Showing posts with label less is more. Show all posts
Showing posts with label less is more. Show all posts

Friday, March 15, 2024

Tomatoes

Tomatoes   oil/canvas   11 x 14 x .5

This work painted itself before I began...knew what I wanted.  No table. No bowl....and no pretty tablecloth.  Very minimal with warmish white background.

Back in the day, I shot my work on an old school camera then loaded the images onto my computer.  These days, my I Phone does the job.  A great job...almost too good.

This is not what my painting looks like.  Trust me.  My phone camera has the ability, it seems, to see through layers of paint.  And brushstrokes are almost super-humanly visible.  The white background is invisible because former layers are poking through.  Oh, yes, I fiddled with the controls and color adjustors until my attention to the task had evaporated.  My entire day is focused on finding the hours I need to paint.  And I resent clerical hours, although they are necessary.

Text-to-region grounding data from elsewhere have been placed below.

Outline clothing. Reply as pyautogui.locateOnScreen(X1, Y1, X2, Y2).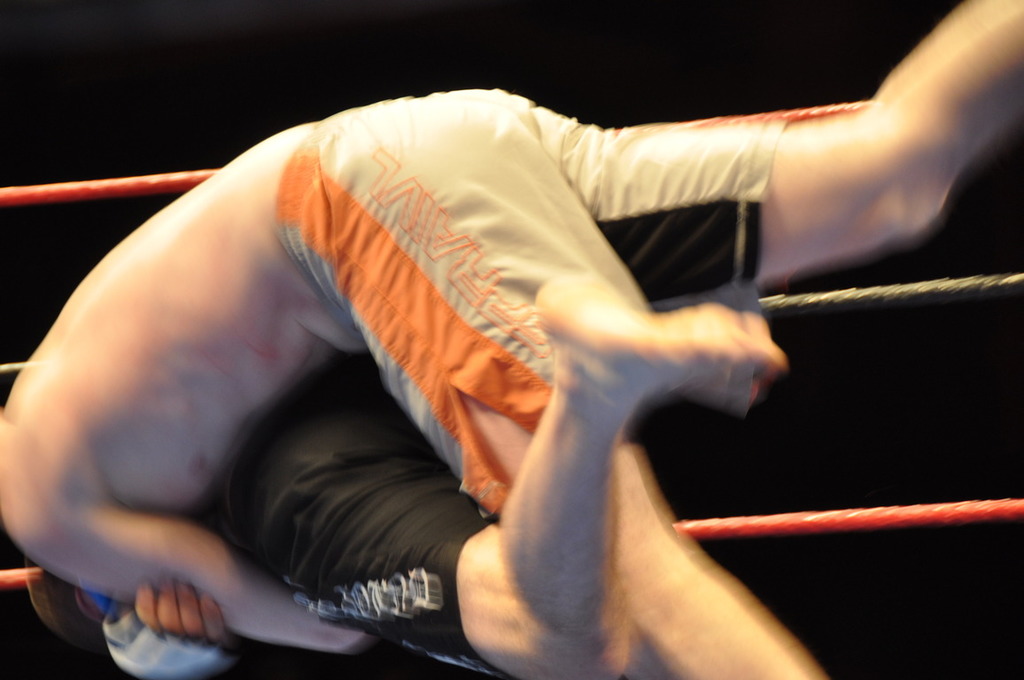
pyautogui.locateOnScreen(271, 83, 790, 519).
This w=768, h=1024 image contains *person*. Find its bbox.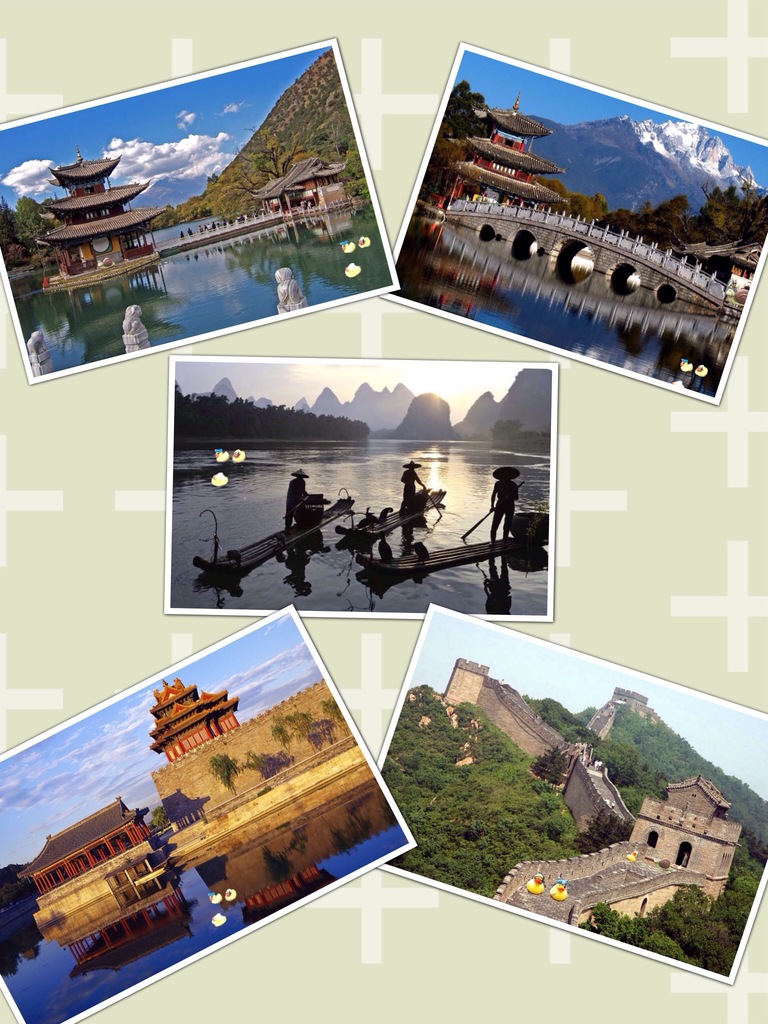
<box>397,456,434,532</box>.
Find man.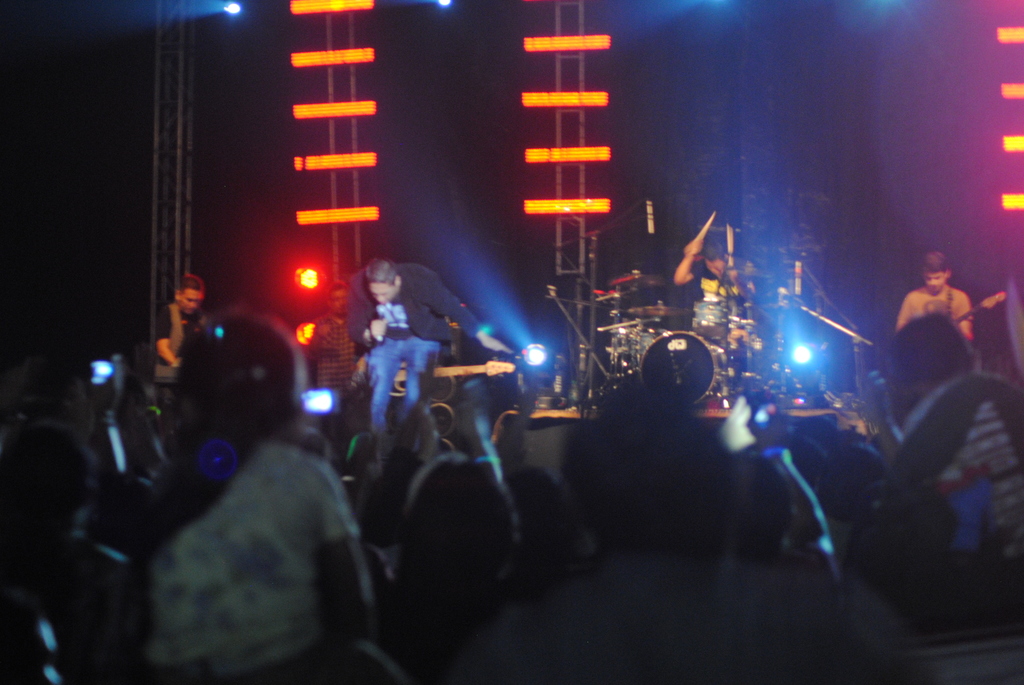
(345, 260, 513, 447).
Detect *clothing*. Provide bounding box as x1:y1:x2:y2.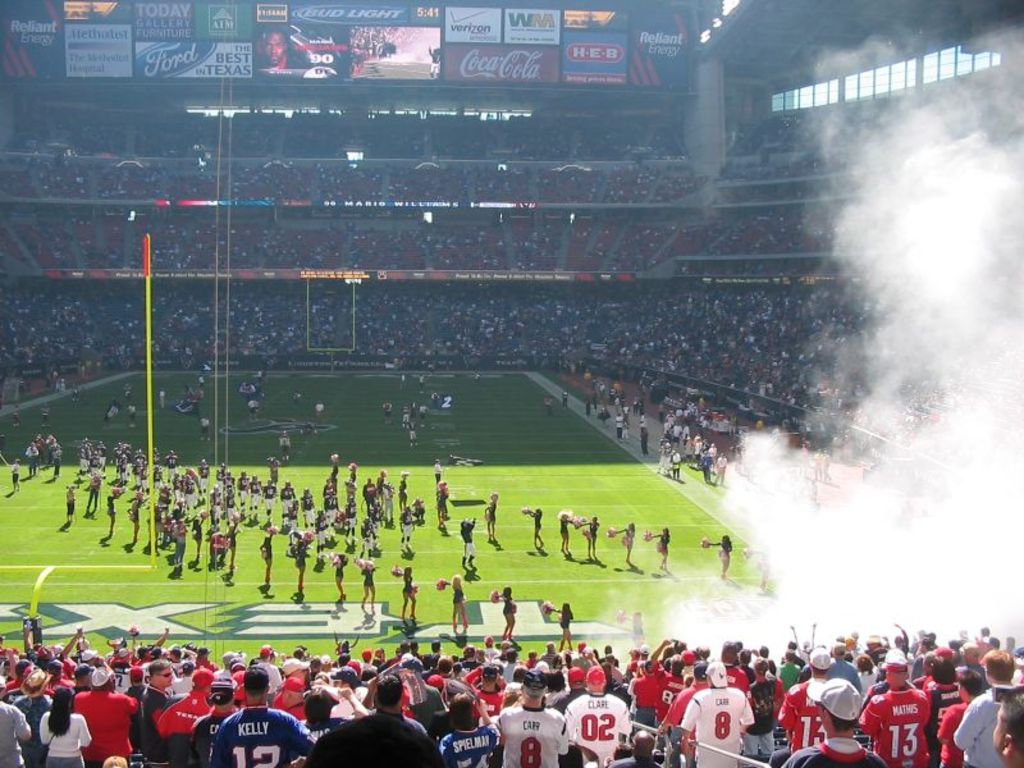
100:407:116:419.
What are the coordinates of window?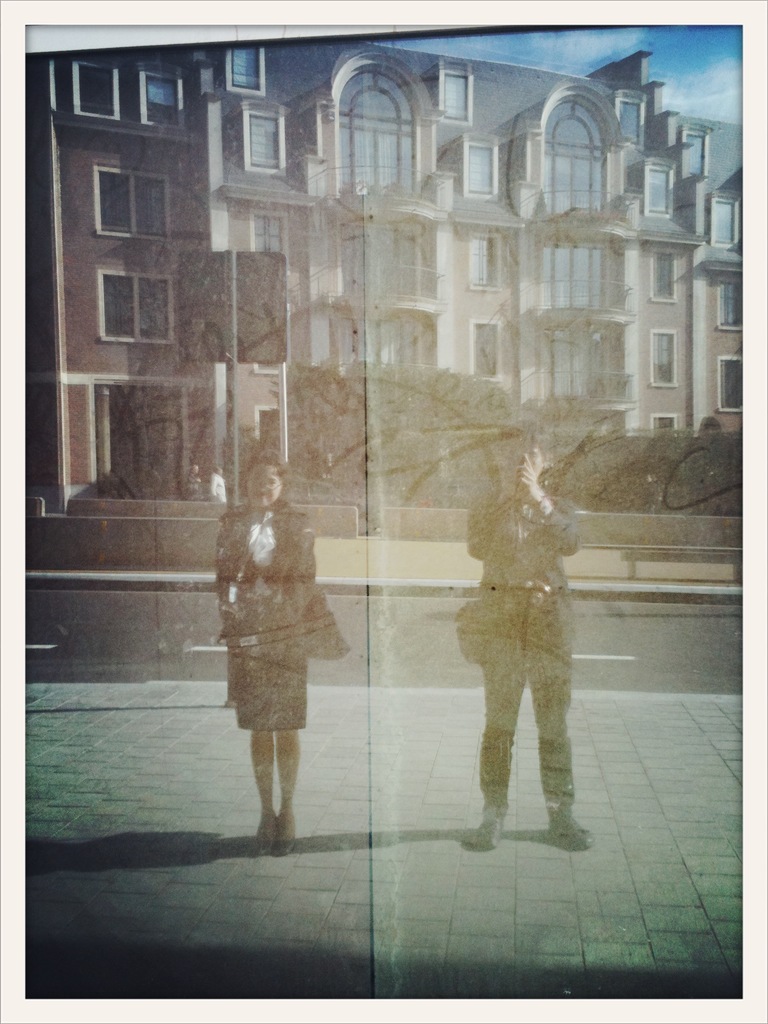
[387, 225, 438, 308].
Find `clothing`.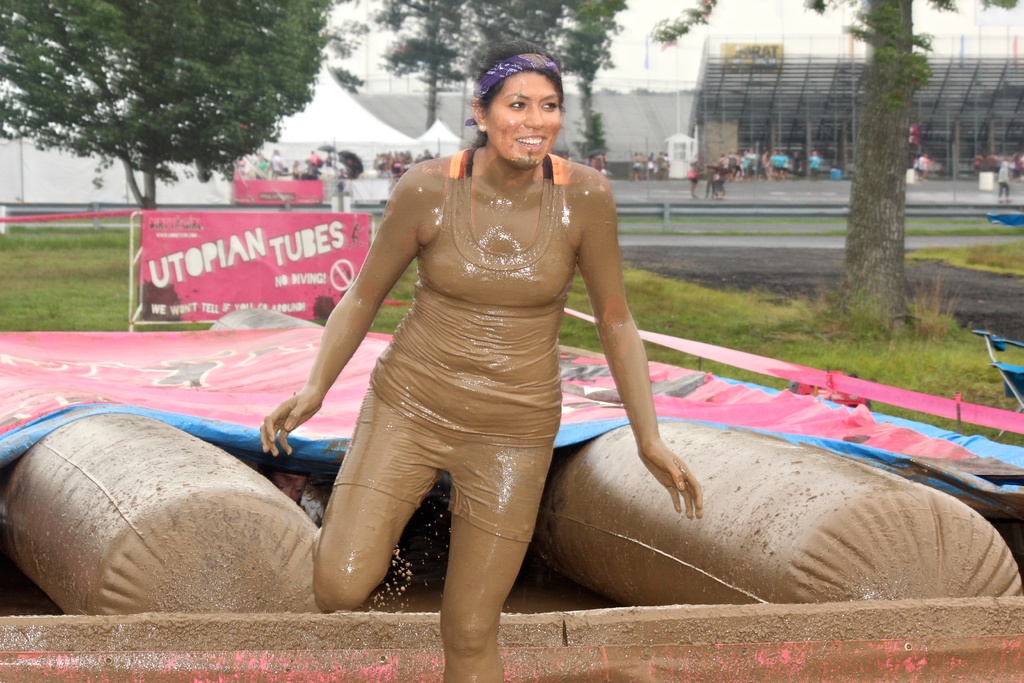
[703, 171, 716, 191].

So..........................what you are seeing is not the true picture.  Just imagine a wispy white background.  Wabi Sabi. 

Tuesday, May 18, 2021

Unattached - and less is more

Unattached watercolor 9.5 x 13.5 Like so many people I have read about, I have been enormously taken with the notion of minimalism during the pandemic. Oh....I was already there, but to a lesser degree. At our house, we have been gradually reducing the collections of a lifetime: too many clothing items, too many dishes and casseroles (but I might need it sometime), too many garden pots and way too many tchotchkes. My work has aligned itself with the evolution of my belongings. I need less. For most of my artistic career, I have struggled with the notion of too many objects in the picture plane....chairs painted in, then painted out: still life paintings first painted as I see them, then gradually reduced to a couple of important relationships; shadows, interesting as they may be, were almost always eliminated. I am noticing the minimalism, more than ever, in my work. For me, the objects in the work become an interplay of subject (the tomatoes) and the ground (background). I am thrilled when these two notions interact in a series of rhythms. For the first time ever, I saw the reduction of my personal aesthetic needs reflected in this work. I was earlier satisfied. Done is done. But never say never....I have included a shadow in this one. Do I enjoy it? Not particularly.